On February 20, 1942, came the order. Two weeks later, the Army took steps. In March, evacuation was in full swing. Some 110,000 people of Japanese ancestry were moved out of their homes in “strategic” areas of the West Coast and settled in ten “relocation” camps further inland. They could bring to camp only what they could carry. Left behind were houses, businesses, farms, home furnishings, personal treasures, liberty. Americans of non-Nip ancestry bought up their farmland at ten cents on the dollar (The crops failed). Seventy percent of the relocated people had been born and reared in the U.S.
“Loyal” Japanese were separated from “disloyal.” If one would swear allegiance to the American war effort — and could pass an FBI investigation — one had the choice of remaining in a relocation camp or finding employment in some nonstrategic area. The camps were militaristic formations of tarpaper barracks, supplied with canvas cots and potbellied stoves. Six to nine families lived in a barracks. Partitions between “apartments” were as thin as crackers and did not reach the ceiling (Even so, there were an average of twenty-five births per month in most camps). There was no great rush to leave the camps: a loyal family that had been relocated on an Arkansas farm had been killed by an irate anti-Jap mob.
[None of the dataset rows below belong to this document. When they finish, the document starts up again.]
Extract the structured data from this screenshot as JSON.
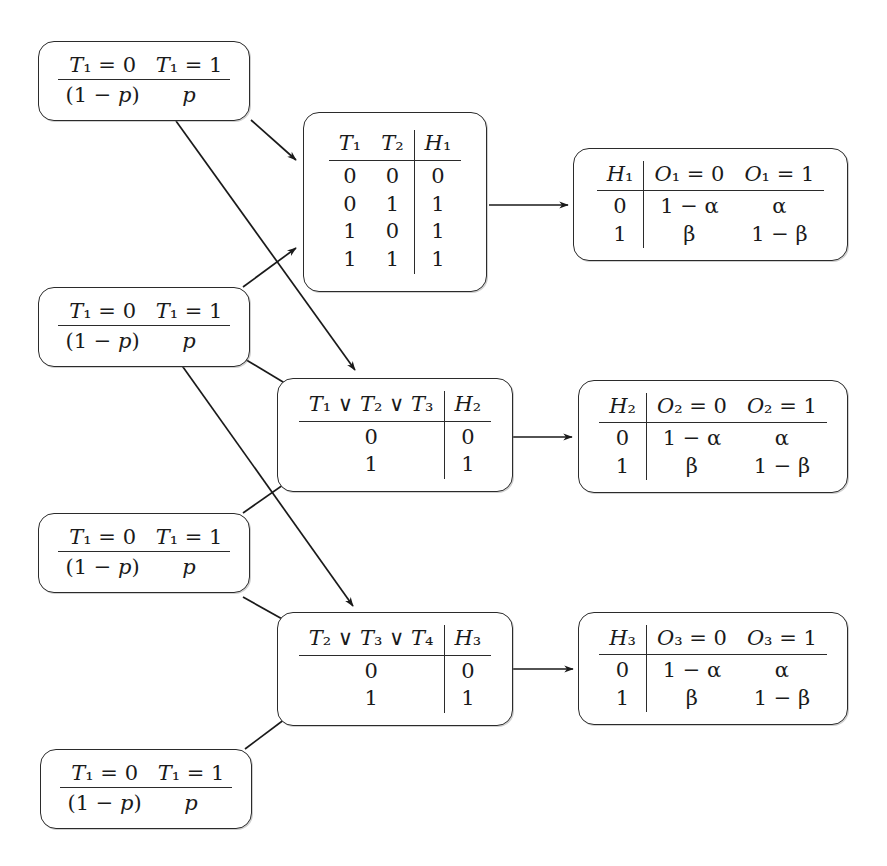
{
  "diagram": {
    "type": "bayesian-network-cpt-diagram",
    "ink_color": "#1a1a1a",
    "background": "#ffffff"
  },
  "symbols": {
    "or": "∨",
    "alpha": "α",
    "beta": "β",
    "arrow": "→"
  },
  "priors": [
    {
      "id": "prior-1",
      "headers": [
        "T₁ = 0",
        "T₁ = 1"
      ],
      "values": [
        "(1 − p)",
        "p"
      ],
      "var": "T1"
    },
    {
      "id": "prior-2",
      "headers": [
        "T₁ = 0",
        "T₁ = 1"
      ],
      "values": [
        "(1 − p)",
        "p"
      ],
      "var": "T1"
    },
    {
      "id": "prior-3",
      "headers": [
        "T₁ = 0",
        "T₁ = 1"
      ],
      "values": [
        "(1 − p)",
        "p"
      ],
      "var": "T1"
    },
    {
      "id": "prior-4",
      "headers": [
        "T₁ = 0",
        "T₁ = 1"
      ],
      "values": [
        "(1 − p)",
        "p"
      ],
      "var": "T1"
    }
  ],
  "hidden_tables": [
    {
      "id": "h1-table",
      "headers": [
        "T₁",
        "T₂",
        "H₁"
      ],
      "parent_count": 2,
      "rows": [
        [
          "0",
          "0",
          "0"
        ],
        [
          "0",
          "1",
          "1"
        ],
        [
          "1",
          "0",
          "1"
        ],
        [
          "1",
          "1",
          "1"
        ]
      ]
    },
    {
      "id": "h2-table",
      "headers": [
        "T₁ ∨ T₂ ∨ T₃",
        "H₂"
      ],
      "parent_count": 1,
      "rows": [
        [
          "0",
          "0"
        ],
        [
          "1",
          "1"
        ]
      ]
    },
    {
      "id": "h3-table",
      "headers": [
        "T₂ ∨ T₃ ∨ T₄",
        "H₃"
      ],
      "parent_count": 1,
      "rows": [
        [
          "0",
          "0"
        ],
        [
          "1",
          "1"
        ]
      ]
    }
  ],
  "observation_tables": [
    {
      "id": "o1-table",
      "headers": [
        "H₁",
        "O₁ = 0",
        "O₁ = 1"
      ],
      "rows": [
        [
          "0",
          "1 − α",
          "α"
        ],
        [
          "1",
          "β",
          "1 − β"
        ]
      ]
    },
    {
      "id": "o2-table",
      "headers": [
        "H₂",
        "O₂ = 0",
        "O₂ = 1"
      ],
      "rows": [
        [
          "0",
          "1 − α",
          "α"
        ],
        [
          "1",
          "β",
          "1 − β"
        ]
      ]
    },
    {
      "id": "o3-table",
      "headers": [
        "H₃",
        "O₃ = 0",
        "O₃ = 1"
      ],
      "rows": [
        [
          "0",
          "1 − α",
          "α"
        ],
        [
          "1",
          "β",
          "1 − β"
        ]
      ]
    }
  ],
  "edges": [
    {
      "id": "edge-prior1-h1",
      "from": "prior-1",
      "to": "h1-table",
      "kind": "diagonal"
    },
    {
      "id": "edge-prior1-h2",
      "from": "prior-1",
      "to": "h2-table",
      "kind": "long-diagonal"
    },
    {
      "id": "edge-prior2-h1",
      "from": "prior-2",
      "to": "h1-table",
      "kind": "diagonal-up"
    },
    {
      "id": "edge-prior2-h2",
      "from": "prior-2",
      "to": "h2-table",
      "kind": "diagonal"
    },
    {
      "id": "edge-prior3-h2",
      "from": "prior-3",
      "to": "h2-table",
      "kind": "diagonal-up"
    },
    {
      "id": "edge-prior3-h3",
      "from": "prior-3",
      "to": "h3-table",
      "kind": "diagonal"
    },
    {
      "id": "edge-prior2-h3",
      "from": "prior-2",
      "to": "h3-table",
      "kind": "long-diagonal"
    },
    {
      "id": "edge-prior4-h3",
      "from": "prior-4",
      "to": "h3-table",
      "kind": "diagonal-up"
    },
    {
      "id": "edge-h1-o1",
      "from": "h1-table",
      "to": "o1-table",
      "kind": "horizontal"
    },
    {
      "id": "edge-h2-o2",
      "from": "h2-table",
      "to": "o2-table",
      "kind": "horizontal"
    },
    {
      "id": "edge-h3-o3",
      "from": "h3-table",
      "to": "o3-table",
      "kind": "horizontal"
    }
  ]
}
Disloyal Japanese-Americans — those who expressed excessive bitterness over the loss of their property and the disruption of their lives, or who, for various other reasons, were suspected of being dangerous to national security — were given the pleasure of one another's company at a special camp, the Tule Lake Segregation Center in Siskiyou County, California. The Chink had been asked if he supported the American war effort. “Hell no!” he replied. “Ha ha ho ho and hee hee.” He waited for the logical next question, did he support the Japanese war effort, to which he would have given the same negative response. He was still waiting when the military police shoved him on the train to Tule Lake.
Tule was even less of a lake than Siwash. It had been drained so that land could be “reclaimed” for farming. Reclaimed! Which came first, land or water? Give the wrong answer, you have to sit in a corner with a volcano on your head.
The detention camp had been built on that part of the dry lake bottom that was unsuitable for cultivation. However, the inmates (or “segregees,” as the War Relocation Authority preferred to label them) were put to work on surrounding farmland, building dikes, digging irrigation ditches and producing crops that proved once again that the greenest thumbs are often yellow.